Friday 19 December 2014

Goose Hunting

Goose Hunting

         by Honkin' Hank the Hillbilly

                  If a goose sits on your head
                  demands the feathers from your bed
                  it's time to head down south for good
                  to live the kind of life you should



That Sunday, Milford gave himself over entirely to his inclinations and achieved the biggest origami he had ever met managed. He gave up the hobby from that moment on and never bothered with folding paper again. It was the Sunday of the raid on the dormitory. Girls of all sizes, shapes, color, height, scent, dress, length, bent, and even appearance, converged on the first floor and worked their way upwards, floor by floor, missing not a room, and purged it of offenders. The displaced boys, guilty of frequent misdemeanors over the years, accepted their lot and left for the city where apartments were not quite as affordable, but available nevertheless.
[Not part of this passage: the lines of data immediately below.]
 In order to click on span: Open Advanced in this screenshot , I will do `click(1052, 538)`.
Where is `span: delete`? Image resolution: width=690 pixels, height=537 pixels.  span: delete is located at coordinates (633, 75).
But, too, that was the Sunday of the dinner party at which the mayor and the university president were caught insitu flagrante and expelled from their respective posts. These two married and raised children after, but neither has been heard of much since. 
          That Sunday, too, set off a series of events that have plagued our university town for two decades. I tell this to you now as one remembering the events that I participated in and had not a little to do with. My very appearance excites comments and incites rage. When, as I did, I also actively involve myself in the moment's public activities, terrible things can and do occur. I tend to keep to myself now for the most part, but it has taken me almost twenty years to fully understand the nature of my folly.
         The first thing that devolved from the events of that Sunday was the morning paper. At midnight, a party at which I was in attendance turned into a brawl that left two men's lives hanging by a thread. One of the young adults, Jose Phillipe, son of the respected Reeve, Joseph Philippe, later died on the operating table. His father was overwrought and took up federal politics shortly thereafter. The other men survived, but an observer may see him to this day wheeling himself about on an automated wheelchair in the Student Services Building confronting students with loud nasal noises and spittle in a sort of bellowing call for individuals to come attend to him. Members of the Christian Students Organization frequently can be seen for ten minutes at a time standing around his chair in quiet support. When they leave him to get back to their studies he calls after them in loud incoherence.  
         Later in the day, about 10 o'clock, those of us who had gone to the hospital to check on our companions, and were asked to leave by security, marched our way to the back of the pub on Hamlin since we were out of beer. We broke down the doors and stole a dozen cases of whatever beer we could lay our hands on and sat outside drinking waiting for the police to come, which they soon did. In jail, we sang songs such as "We shall overcome," and "Go tell it on the mountain," and "Llght the spot that stains my soul." Some of us were released and others kept. I got out. I think that no one at the police station wished to have to look at me for any longer than necessary. McKay stayed in, and he is in prison to this day for repeated offenses in the following years, ranging from petty theft two grand larceny. What he did the last time was steal a Cadillac that he'd been let to test drive. They found it in Alberta, and him in British Columbia. 


       We shot many geese on the University lawn that Sunday afternoon after we'd been released. With 22's, three of them taken from our father's basements, we walked up and down the university lawns and shot the birds. We were goose hunting and preparing for a major Beta phi Kappa wild meat cook-out that evening. We never did eat them. They needed cleaning and none of us knew how or felt like doing it that. The event that most astonished those of us who began to be aware that some sort of mysterious force was working on our local history was The sudden decision by the Provost, Mr. Alcock, to oust the subordinates in the administration and place on the board many of the parents of the malingerers who were responsible for the general malaise at the University in the past year. Grospbeck's father became the Don of Residences; Mr. Cruft, the stepfather of Grady Parkin Bangcock, was offered and accepted the position of Rector to the Anglican Diocese; Whisper Willowchuk's mother took over the Deanship of Ambri College, where so many of her relatives had held important posts; my father became head librarian at the Dorchester Music Llibrary and sat on the university board of directors from then on to his death sixteen years later; Mycroft Spenceretti, the father of the Vagina Williama, took on the responsibility of Assistant to the Treasurer and still holds that post all these years later.       The entire social edifice of the University, and so the town, crumbled and we now have to live with the effects of our actions. Never will we live down the fact that we caused it. We did to this town what was done to it and we all, except Raymond Slim, feel shame and guilt for having so deformed Slocum's future. I offer this letter as a public apology that, though late, may be of use to those who follow.